BOJ a Top Shareholder of Japanese Electronic Parts Makers
My thanks to a subscriber for this informative report from the Nikkei Asian Review. Here are several paragraphs from the opening:
It was almost two years ago that the Bank of Japan decided to increase its purchases of exchange-traded funds as part of its “new paradigm” in monetary policy. Although there is little information to go by, the central bank appears to have ended up as a major, though invisible, shareholder of Fast Retailing and other pieces of corporate Japan.
It is generally believed that since 2013 the BOJ was basing its ETF purchases on the so-called 1% rule: Whenever the Topix Index were to fall more than 1% during the morning session, the bank would step in to buy ETFs during the afternoon session. Recently, though, the BOJ’s buying behaviour changed, according to Kazuhito Suzuki, a senior strategist at Shinkin Asset Management.
In January, the BOJ purchased ETFs on 10 days, almost every other trading day, spending 344.3 billion yen ($2.8 billion) during the month. Both the number of days and yen amount were record highs since the BOJ began aggressively flooding Japan’s financial system with yen in April 2013.
That is a lot of ETFs. Consider that trust banks in the same month spent a net 520 billion yen on stocks.
It seems that the BOJ in January stepped in to buy ETFs whenever the Topix fell, no matter how slightly. This ultra-aggressive posture is part of the central bank’s additional easing efforts, announced in October. That month, the bank said it would increase its outstanding ETF holdings by about 3 trillion yen during 2015 (it projected it would own 3.8 trillion yen worth of ETFs at the end of 2014).
The BOJ purchases ETFs linked to the Nikkei Index, the Topix Index and JPX-Nikkei Index 400 but “does not disclose the amount or type of ETFs purchased, including at news conferences,” a BOJ media relations representative said.
Here is the Nikkei Asian Review article.
There may be no such thing as a free lunch in the stock market, but Japan is doing its best to change that truism. Why, you might ask?
Well, Japan’s heady growth years were in the 1980s, when it produced the biggest stock market bubble of all time. Rich Japanese businessmen were purchasing trophy properties from Australia’s Gold Coast to New York’s Times Square, and they paid in cash. I happened to be visiting Asia with TCS in those years. One of the more amusing and also frustrating experiences that I recall was the pecking order in Hong Kong’s shopping centres for tourists. A reasonably well dressed westerner would usually receive attentive service, at least until some Japanese customers entered the shop. At that point the sales staff moved on without a word, because the big spenders had arrived.

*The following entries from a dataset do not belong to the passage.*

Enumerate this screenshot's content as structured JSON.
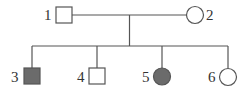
{
  "diagram": {
    "type": "pedigree",
    "colors": {
      "line": "#555555",
      "affected_fill": "#6b6b6b",
      "unaffected_fill": "#ffffff",
      "label": "#333333"
    },
    "generation_1": [
      {
        "id": "1",
        "label": "1",
        "sex": "male",
        "affected": false
      },
      {
        "id": "2",
        "label": "2",
        "sex": "female",
        "affected": false
      }
    ],
    "generation_2": [
      {
        "id": "3",
        "label": "3",
        "sex": "male",
        "affected": true
      },
      {
        "id": "4",
        "label": "4",
        "sex": "male",
        "affected": false
      },
      {
        "id": "5",
        "label": "5",
        "sex": "female",
        "affected": true
      },
      {
        "id": "6",
        "label": "6",
        "sex": "female",
        "affected": false
      }
    ]
  }
}
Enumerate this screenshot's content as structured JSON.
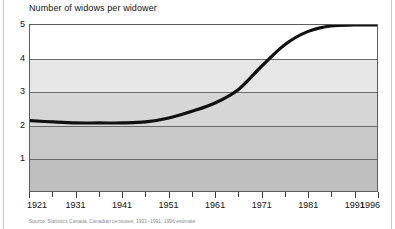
{
  "chart_data": {
    "type": "line",
    "title": "Number of widows per widower",
    "xlabel": "",
    "ylabel": "",
    "ylim": [
      0,
      5
    ],
    "xlim": [
      1921,
      1996
    ],
    "grid": true,
    "legend": false,
    "y_ticks": [
      "5",
      "4",
      "3",
      "2",
      "1"
    ],
    "y_tick_values": [
      5,
      4,
      3,
      2,
      1
    ],
    "x_tick_labels": [
      "1921",
      "1931",
      "1941",
      "1951",
      "1961",
      "1971",
      "1981",
      "1991",
      "1996"
    ],
    "x_tick_values": [
      1921,
      1931,
      1941,
      1951,
      1961,
      1971,
      1981,
      1991,
      1996
    ],
    "x_minor_ticks": [
      1926,
      1936,
      1946,
      1956,
      1966,
      1976,
      1986
    ],
    "series": [
      {
        "name": "Number of widows per widower",
        "color": "#111111",
        "x": [
          1921,
          1926,
          1931,
          1936,
          1941,
          1946,
          1951,
          1956,
          1961,
          1966,
          1971,
          1976,
          1981,
          1986,
          1991,
          1996
        ],
        "values": [
          2.12,
          2.08,
          2.05,
          2.05,
          2.05,
          2.08,
          2.2,
          2.4,
          2.65,
          3.05,
          3.75,
          4.4,
          4.8,
          4.97,
          5.0,
          5.0
        ]
      }
    ]
  },
  "figure": {
    "source_note": "Source: Statistics Canada, Canadian censuses, 1921–1991; 1996 estimate"
  }
}
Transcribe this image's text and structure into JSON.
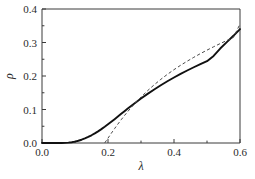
{
  "chart_data": {
    "type": "line",
    "title": "",
    "subtitle": "",
    "xlabel": "λ",
    "ylabel": "ρ",
    "xlim": [
      0.0,
      0.6
    ],
    "ylim": [
      0.0,
      0.4
    ],
    "xticks": [
      0.0,
      0.2,
      0.4,
      0.6
    ],
    "xtick_labels": [
      "0.0",
      "0.2",
      "0.4",
      "0.6"
    ],
    "xminor_ticks": [
      0.1,
      0.3,
      0.5
    ],
    "yticks": [
      0.0,
      0.1,
      0.2,
      0.3,
      0.4
    ],
    "ytick_labels": [
      "0.0",
      "0.1",
      "0.2",
      "0.3",
      "0.4"
    ],
    "yminor_ticks": [
      0.05,
      0.15,
      0.25,
      0.35
    ],
    "grid": false,
    "legend": null,
    "legend_position": "none",
    "series": [
      {
        "name": "solid-curve",
        "style": "solid",
        "color": "#111111",
        "x": [
          0.0,
          0.02,
          0.04,
          0.06,
          0.07,
          0.08,
          0.09,
          0.1,
          0.11,
          0.12,
          0.13,
          0.14,
          0.15,
          0.16,
          0.17,
          0.18,
          0.19,
          0.2,
          0.21,
          0.22,
          0.23,
          0.24,
          0.25,
          0.26,
          0.27,
          0.28,
          0.29,
          0.3,
          0.32,
          0.34,
          0.36,
          0.38,
          0.4,
          0.42,
          0.44,
          0.46,
          0.48,
          0.5,
          0.52,
          0.54,
          0.56,
          0.58,
          0.6
        ],
        "y": [
          0.0,
          0.0,
          0.0,
          0.0002,
          0.0005,
          0.0012,
          0.0024,
          0.0042,
          0.0067,
          0.0098,
          0.0136,
          0.018,
          0.023,
          0.0286,
          0.0348,
          0.0414,
          0.0484,
          0.0558,
          0.0634,
          0.0712,
          0.0791,
          0.087,
          0.0949,
          0.1027,
          0.1104,
          0.118,
          0.1254,
          0.1327,
          0.1466,
          0.1598,
          0.1723,
          0.1842,
          0.1955,
          0.2062,
          0.2164,
          0.2261,
          0.2354,
          0.2443,
          0.26,
          0.282,
          0.301,
          0.32,
          0.34
        ]
      },
      {
        "name": "dashed-curve",
        "style": "dashed",
        "color": "#4a4a4a",
        "x": [
          0.19,
          0.2,
          0.21,
          0.22,
          0.23,
          0.24,
          0.25,
          0.26,
          0.27,
          0.28,
          0.29,
          0.3,
          0.32,
          0.34,
          0.36,
          0.38,
          0.4,
          0.42,
          0.44,
          0.46,
          0.48,
          0.5,
          0.52,
          0.54,
          0.56,
          0.58,
          0.6
        ],
        "y": [
          0.0,
          0.0145,
          0.029,
          0.043,
          0.0565,
          0.0695,
          0.082,
          0.094,
          0.1055,
          0.1165,
          0.127,
          0.1372,
          0.1562,
          0.1738,
          0.19,
          0.205,
          0.219,
          0.232,
          0.2442,
          0.2558,
          0.2668,
          0.2772,
          0.2872,
          0.2968,
          0.306,
          0.315,
          0.355
        ]
      }
    ]
  }
}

Shinzo Abe and his ministers are trying to recreate Japan’s prosperity, which they know was created by hard work, monetary accommodation and self-belief. That confidence was shattered when Japan finally burst its bubble with excessively tight monetary policy commencing in 1990. Japan has yet to recover.
Can Japan now buy an economic recovery? Possibly, and it can certainly buy a stock market recovery. This looks like a classic case of ‘don’t fight the BoJ’. This five-year weekly chart of the Nikkei 225 shows the explosive start to Japan’s monetary reflation with the sustained break above 9000 commencing in November 2012. That initial bull market stalled near 16000, until the BoJ became considerably more aggressive last October. Those gains are being consolidated and a sustained move above 18000 will signal a resumption of the overall upward trend.